Re: Corporal Punishment Still An Option In Many Valley Schools
By Jeff Charles
Created 04/25/2012 - 8:59pm
Jeff Charles April 25, 2012 at 8:59pm
I once interviewed a student from Mission High School. His interview is on www.nopaddle.com[1], a website about school paddling as physical abuse, sexual abuse, and sexual harassment.
Articles like this that talk about how the paddle is "on the books" but is "rarely used," or more bizarrely, "never used" supposedly, raise a lot of questions. Why keep it on the books if its use raises so many "issues?" The "issues" it raises all have to do with the inherent physical and sexual abuse aspects. It makes as much sense as if the Catholic Priests in Boston maintained old rules or standards that allowed the Sodomy of boys, and then explained that it was ok because today it was "rarely used," or was not done much anymore due to some "issues it raised."
Further if a teacher enjoyed spanking boys or girls, it woudl be easier to blackmail kids or teens to accept illicit spanking by in part pointing out the handbook that spanking is legal to do in the school.
By the way, I also have some quotes in the slave section from Texas slaves who were brutally paddled long before the paddle made its way into Texas schools. Paddling was invented for use on slaves as a method to torture them into insensibility without causing as much of a loss of market value as the lash did. That is why 90% of all paddling in the US today is carried out in 10 former Antebellum slave states like Texas.
Also one of the key lies and myths once used to support padlding -- that it is "Christian" -- is also easily seen to be false if we open our eyes. There is not one New Testament verse instructing anyone to hit any child, nor any example of Jesus or an Apostle doing so. Hence paddling never was Christian -- that too was a carry over from its mixture of slavery and construed biblical support in the 18th and 19th centuries, so it "seems right" today as well, eventhough it is not from the New Testament.
There is no reason to keep child abuse "on the books" once we know better, as the school staff seems to indicate is the case.
Jeff Charles April 25, 2012
at 8:59pm
I once interviewed a student from Mission High School. His interview is on www.nopaddle.com [1], a website about school paddling as physical abuse, sexual abuse, and sexual harassment.
Articles like this that talk about how the paddle is "on the books" but is "rarely used," or more bizarrely, "never used" supposedly, raise a lot of questions. Why keep it on the books if its use raises so many "issues?" The "issues" it raises all have to do with the inherent physical and sexual abuse aspects. It makes as much sense as if the Catholic Priests in Boston maintained old rules or standards that allowed the Sodomy of boys, and then explained that it was ok because today it was "rarely used," or was not done much anymore due to some "issues it raised."
Further if a teacher enjoyed spanking boys or girls, it woudl be easier to blackmail kids or teens to accept illicit spanking by in part pointing out the handbook that spanking is legal to do in the school.
By the way, I also have some quotes in the slave section from Texas slaves who were brutally paddled long before the paddle made its way into Texas schools. Paddling was invented for use on slaves as a method to torture them into insensibility without causing as much of a loss of market value as the lash did. That is why 90% of all paddling in the US today is carried out in 10 former Antebellum slave states like Texas.
Also one of the key lies and myths once used to support padlding -- that it is "Christian" -- is also easily seen to be false if we open our eyes. There is not one New Testament verse instructing anyone to hit any child, nor any example of Jesus or an Apostle doing so. Hence paddling never was Christian -- that too was a carry over from its mixture of slavery and construed biblical support in the 18th and 19th centuries, so it "seems right" today as well, eventhough it is not from the New Testament.
There is no reason to keep child abuse "on the books" once we know better, as the school staff seems to indicate is the case.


Lines of the material that include the string "elevated" should be returned.
Stored data START
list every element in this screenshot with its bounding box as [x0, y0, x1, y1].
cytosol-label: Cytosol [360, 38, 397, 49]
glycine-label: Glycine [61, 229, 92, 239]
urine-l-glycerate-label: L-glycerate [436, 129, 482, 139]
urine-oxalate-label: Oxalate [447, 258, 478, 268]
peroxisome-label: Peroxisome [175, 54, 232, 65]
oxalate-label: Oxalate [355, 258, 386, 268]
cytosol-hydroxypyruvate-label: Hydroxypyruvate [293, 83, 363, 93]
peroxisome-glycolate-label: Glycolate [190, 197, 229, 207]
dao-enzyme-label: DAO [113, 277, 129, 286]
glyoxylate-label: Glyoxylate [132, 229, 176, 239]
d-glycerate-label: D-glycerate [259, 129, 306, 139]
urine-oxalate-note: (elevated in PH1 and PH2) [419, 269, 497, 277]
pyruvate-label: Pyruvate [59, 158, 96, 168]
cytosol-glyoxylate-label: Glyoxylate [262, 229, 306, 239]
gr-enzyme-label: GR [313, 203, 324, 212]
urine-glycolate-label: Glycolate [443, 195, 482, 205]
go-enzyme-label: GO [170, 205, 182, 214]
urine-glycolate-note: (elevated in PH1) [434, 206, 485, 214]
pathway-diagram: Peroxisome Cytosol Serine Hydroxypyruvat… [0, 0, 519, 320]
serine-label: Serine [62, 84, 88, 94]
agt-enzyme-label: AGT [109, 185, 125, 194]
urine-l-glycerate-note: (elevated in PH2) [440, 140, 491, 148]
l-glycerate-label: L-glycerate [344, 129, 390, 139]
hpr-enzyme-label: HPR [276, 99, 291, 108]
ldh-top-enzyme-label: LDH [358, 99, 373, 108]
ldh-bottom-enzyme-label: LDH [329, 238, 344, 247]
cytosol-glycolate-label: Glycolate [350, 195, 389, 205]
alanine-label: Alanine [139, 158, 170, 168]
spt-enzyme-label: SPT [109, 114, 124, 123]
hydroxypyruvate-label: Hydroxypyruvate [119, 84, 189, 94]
Stored data END
Stored data START
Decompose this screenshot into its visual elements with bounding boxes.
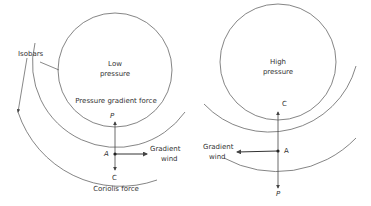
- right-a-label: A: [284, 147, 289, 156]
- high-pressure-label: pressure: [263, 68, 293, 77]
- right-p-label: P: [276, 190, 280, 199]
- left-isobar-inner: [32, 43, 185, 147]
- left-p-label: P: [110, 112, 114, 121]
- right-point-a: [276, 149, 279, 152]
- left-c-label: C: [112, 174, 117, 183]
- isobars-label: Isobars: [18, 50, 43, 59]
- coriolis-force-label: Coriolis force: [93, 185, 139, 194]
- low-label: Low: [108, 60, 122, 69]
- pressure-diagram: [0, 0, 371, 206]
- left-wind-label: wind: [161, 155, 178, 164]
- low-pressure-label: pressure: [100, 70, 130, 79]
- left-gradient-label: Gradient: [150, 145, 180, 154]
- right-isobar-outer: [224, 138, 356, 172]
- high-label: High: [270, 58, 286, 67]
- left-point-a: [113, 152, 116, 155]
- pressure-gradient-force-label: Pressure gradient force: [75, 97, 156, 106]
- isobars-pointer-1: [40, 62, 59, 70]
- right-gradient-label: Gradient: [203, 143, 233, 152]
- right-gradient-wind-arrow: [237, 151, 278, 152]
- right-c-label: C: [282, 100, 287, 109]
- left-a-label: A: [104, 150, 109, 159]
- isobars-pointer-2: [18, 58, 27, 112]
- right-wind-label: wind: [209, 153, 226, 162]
Stored data END
Stored data START
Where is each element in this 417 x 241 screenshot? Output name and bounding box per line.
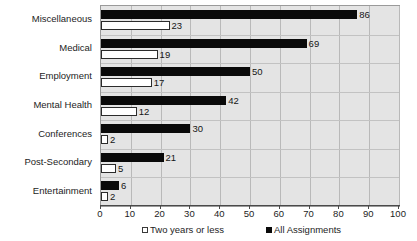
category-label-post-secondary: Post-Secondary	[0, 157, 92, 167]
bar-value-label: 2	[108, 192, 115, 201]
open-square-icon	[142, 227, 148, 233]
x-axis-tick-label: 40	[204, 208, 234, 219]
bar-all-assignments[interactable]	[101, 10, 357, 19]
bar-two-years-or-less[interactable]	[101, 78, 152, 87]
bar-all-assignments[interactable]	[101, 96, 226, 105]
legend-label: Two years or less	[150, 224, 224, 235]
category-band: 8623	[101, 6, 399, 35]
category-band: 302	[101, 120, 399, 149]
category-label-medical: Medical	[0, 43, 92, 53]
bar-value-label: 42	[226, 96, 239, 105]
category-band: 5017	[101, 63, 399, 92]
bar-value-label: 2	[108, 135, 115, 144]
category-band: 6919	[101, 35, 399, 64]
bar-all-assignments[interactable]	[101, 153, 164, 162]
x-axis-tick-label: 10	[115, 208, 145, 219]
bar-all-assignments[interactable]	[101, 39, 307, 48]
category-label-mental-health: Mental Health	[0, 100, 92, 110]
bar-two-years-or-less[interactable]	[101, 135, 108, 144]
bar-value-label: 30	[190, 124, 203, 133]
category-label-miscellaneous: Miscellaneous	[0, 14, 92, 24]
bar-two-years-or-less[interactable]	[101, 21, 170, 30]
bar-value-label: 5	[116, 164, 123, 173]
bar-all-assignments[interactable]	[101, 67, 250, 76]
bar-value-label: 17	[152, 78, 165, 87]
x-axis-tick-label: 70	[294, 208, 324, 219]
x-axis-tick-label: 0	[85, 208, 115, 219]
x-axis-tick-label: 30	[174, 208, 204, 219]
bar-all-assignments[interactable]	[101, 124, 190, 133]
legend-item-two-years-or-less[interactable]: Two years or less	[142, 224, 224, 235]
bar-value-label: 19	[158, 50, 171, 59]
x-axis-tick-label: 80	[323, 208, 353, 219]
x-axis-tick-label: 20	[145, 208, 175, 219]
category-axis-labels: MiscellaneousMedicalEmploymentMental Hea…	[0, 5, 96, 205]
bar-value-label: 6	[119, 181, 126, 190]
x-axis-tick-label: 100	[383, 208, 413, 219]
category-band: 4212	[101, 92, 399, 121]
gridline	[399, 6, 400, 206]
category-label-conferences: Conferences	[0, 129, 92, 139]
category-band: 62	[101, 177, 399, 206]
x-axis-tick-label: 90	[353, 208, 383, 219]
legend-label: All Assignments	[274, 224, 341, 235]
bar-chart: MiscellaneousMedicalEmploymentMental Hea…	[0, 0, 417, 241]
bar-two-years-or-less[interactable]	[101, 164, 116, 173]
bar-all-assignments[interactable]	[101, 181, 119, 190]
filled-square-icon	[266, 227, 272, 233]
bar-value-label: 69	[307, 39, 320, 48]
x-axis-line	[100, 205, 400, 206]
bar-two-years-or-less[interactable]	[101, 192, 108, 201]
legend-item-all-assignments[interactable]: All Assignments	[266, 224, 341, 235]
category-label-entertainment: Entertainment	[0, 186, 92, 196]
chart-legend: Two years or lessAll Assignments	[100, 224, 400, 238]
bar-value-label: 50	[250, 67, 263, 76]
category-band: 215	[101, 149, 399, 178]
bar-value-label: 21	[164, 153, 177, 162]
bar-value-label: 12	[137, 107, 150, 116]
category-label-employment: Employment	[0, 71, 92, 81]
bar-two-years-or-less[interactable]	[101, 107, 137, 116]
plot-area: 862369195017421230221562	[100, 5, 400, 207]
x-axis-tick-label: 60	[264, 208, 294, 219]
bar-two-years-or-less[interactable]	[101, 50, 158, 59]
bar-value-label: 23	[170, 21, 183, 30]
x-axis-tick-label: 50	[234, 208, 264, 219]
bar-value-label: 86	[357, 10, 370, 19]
Stored data END
[Task answer]
urine-oxalate-note: (elevated in PH1 and PH2) [419, 269, 497, 277]
urine-glycolate-note: (elevated in PH1) [434, 206, 485, 214]
urine-l-glycerate-note: (elevated in PH2) [440, 140, 491, 148]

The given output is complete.